When we arrived we signed in at the front desk with Laura’s patient number and were told where we could find her – she had been moved to a more acute bed (for slightly sicker babies) than where we had left her. When we arrived at her bedside she had a UVC line in her umbilical stump allowing her to receive the sugar that she needed to raise her glucose levels. She also had her stomach pumped because she had been given too much formula earlier that morning and had reatined the lovely NG (naso-gastric – feeding tube) tube that they had used to pump her stomach (we didn’t know at the time that it would be 6 months before that silly thing came out for good). After explaining the protocols for the NICU, the nurse asked us if we had been told anything and we responded that we hadn’t. Shortly after that a doctor came and introduced himself as a pediatric cardiologist. As soon as I heard his specialty my heart sunk – why did my perfect little girl need a cardiologist?

                “There is something wrong with Laura’s heart…but we can fix it.”

This was the most difficult and most perfect thing that I heard throughout our journey. He had chosen his words so perfectly and I’m not sure that he knows how well he did – his words were clear, concise and uplifting.

He led us to an empty board room where he explained what they had found – Laura had a congenital heart defect called Transposition of the Great Arteries. In a nutshell, the two main arteries of the heart – the aorta and the pulmonary arteries, were connected to the wrong ventricles. In a healthy heart, the aorta pumps oxygen-rich blood from the left side of the heart to the body and the pulmonary artery pumps blood from the right ventricle to the lungs. In a heart with Transposition of the Great Arteries (TGA), the aorta is connected to the right ventricle and the pulmonary artery is connected to the left ventricle. What this means is that rather than oxygen entering the blood stream and being pumped to the rest of the body, the oxygen enters the heart through the lungs and then circulates right back to the lungs. The body does not receive any of the oxygen-rich blood that it so desperately needs. The only reason Laura had remained stable and pink was because of a small hole called an Atrial Septal Defect (ASD) at the top of the chambers of the heart which allows some of that oxygen-rich blood to be delivered between the chambers and carried throughout the body.
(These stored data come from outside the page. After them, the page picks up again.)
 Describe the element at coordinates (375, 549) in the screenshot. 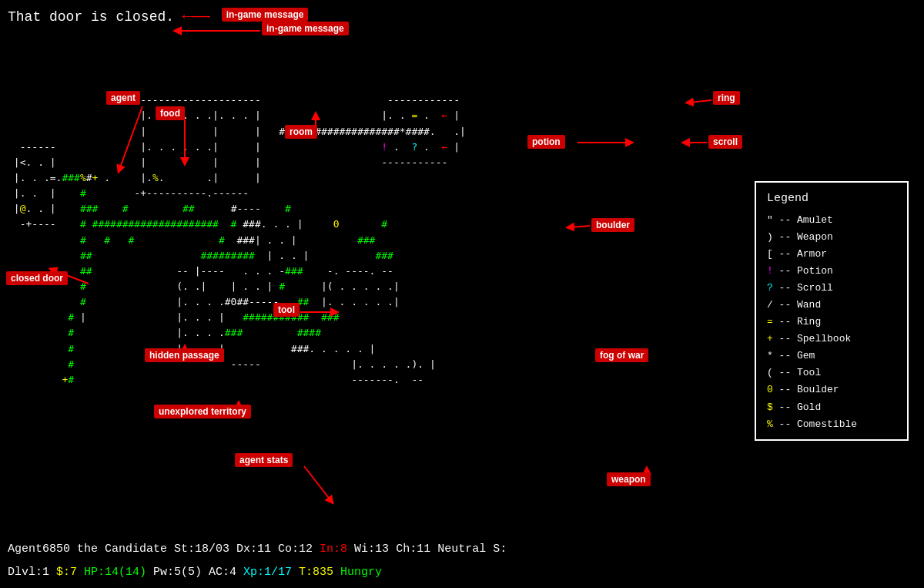

I see `stat-wi: Wi:13` at that location.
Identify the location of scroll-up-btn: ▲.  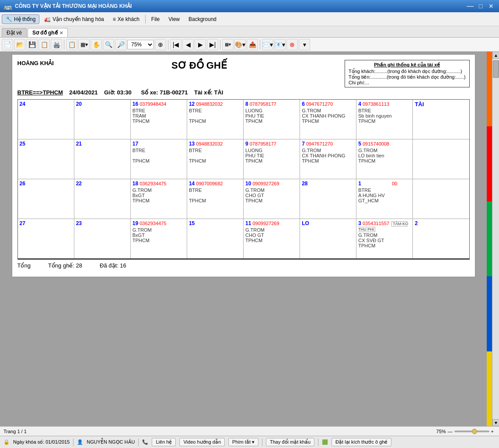
(496, 55).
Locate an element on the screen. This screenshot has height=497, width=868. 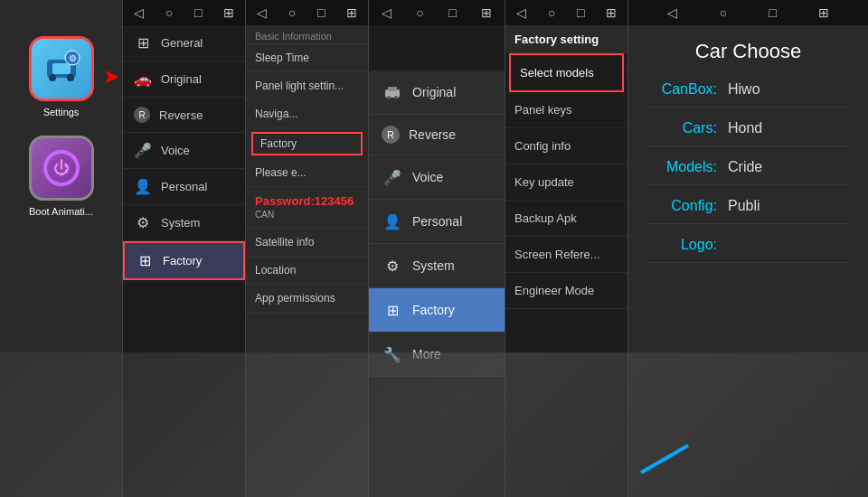
menu-system: ⚙ System is located at coordinates (184, 223).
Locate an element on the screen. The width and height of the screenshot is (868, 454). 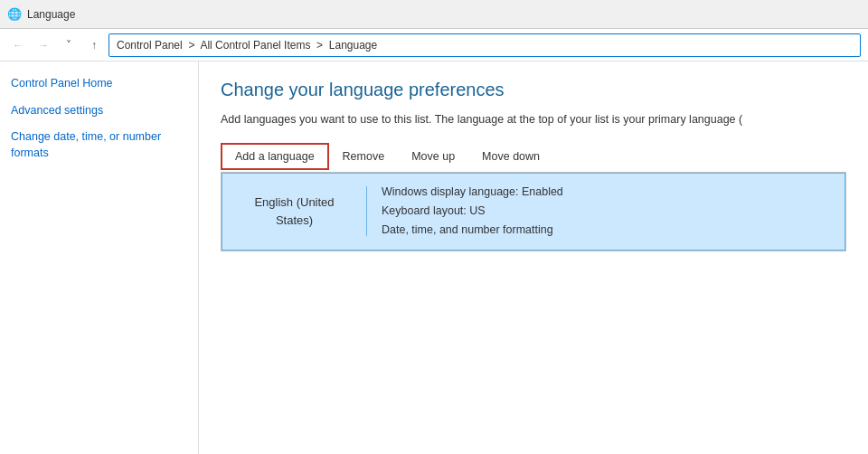
page-title: Change your language preferences is located at coordinates (533, 90).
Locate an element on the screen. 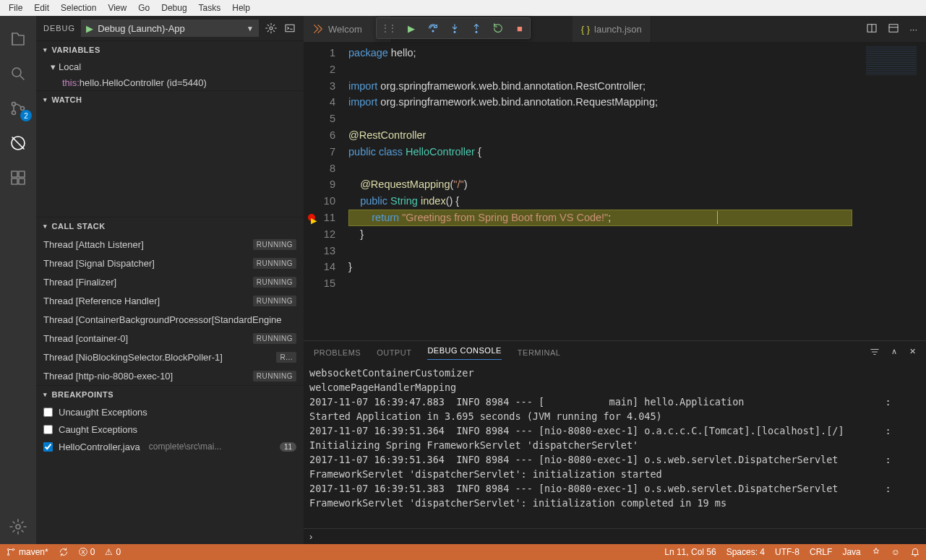 This screenshot has width=926, height=560. filter-icon is located at coordinates (875, 353).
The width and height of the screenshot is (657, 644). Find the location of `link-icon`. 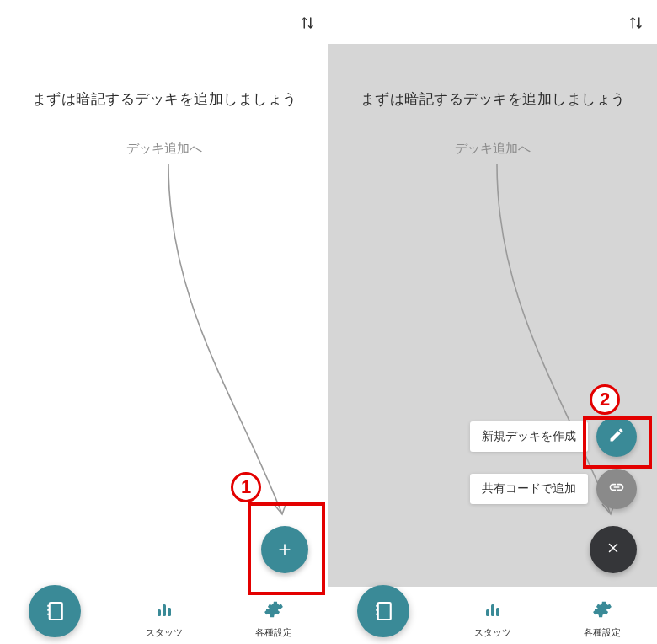

link-icon is located at coordinates (617, 489).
This hole normally closes 24 hours after birth so she was immediately started on a hormone called Prostaglandin (Prostin) which prevented that hole from closing.

tga2

Before this experience I knew that humans had hearts and that the heart pumped blood throughout the body. That’s it. That was my knowledge of the human heart and I sometimes wish that I was still that naïve. At the same time, though, I love all of this knowledge that I was able to accumulate – lifelong learning at its finest – I am a teacher by trade after all.

After explaining Laura’s defect to us, the cardiologist explained that in order to fix her heart, we would need to be flown by air ambulance to Edmonton, AB – about a 5.5 hour drive or a 45 minute flight to have her corrective surgery. He ensured us that the Stollery Children’s hospital in Edmonton was the best hospital we could hope for and that they would take very good care of our daughter. We were told to expect to leave in 3-5 days and have surgery shortly after that. We said our goodbyes and my husband and I went to see Laura again for a few minutes before heading back upstairs to my room to process the information we had just been given.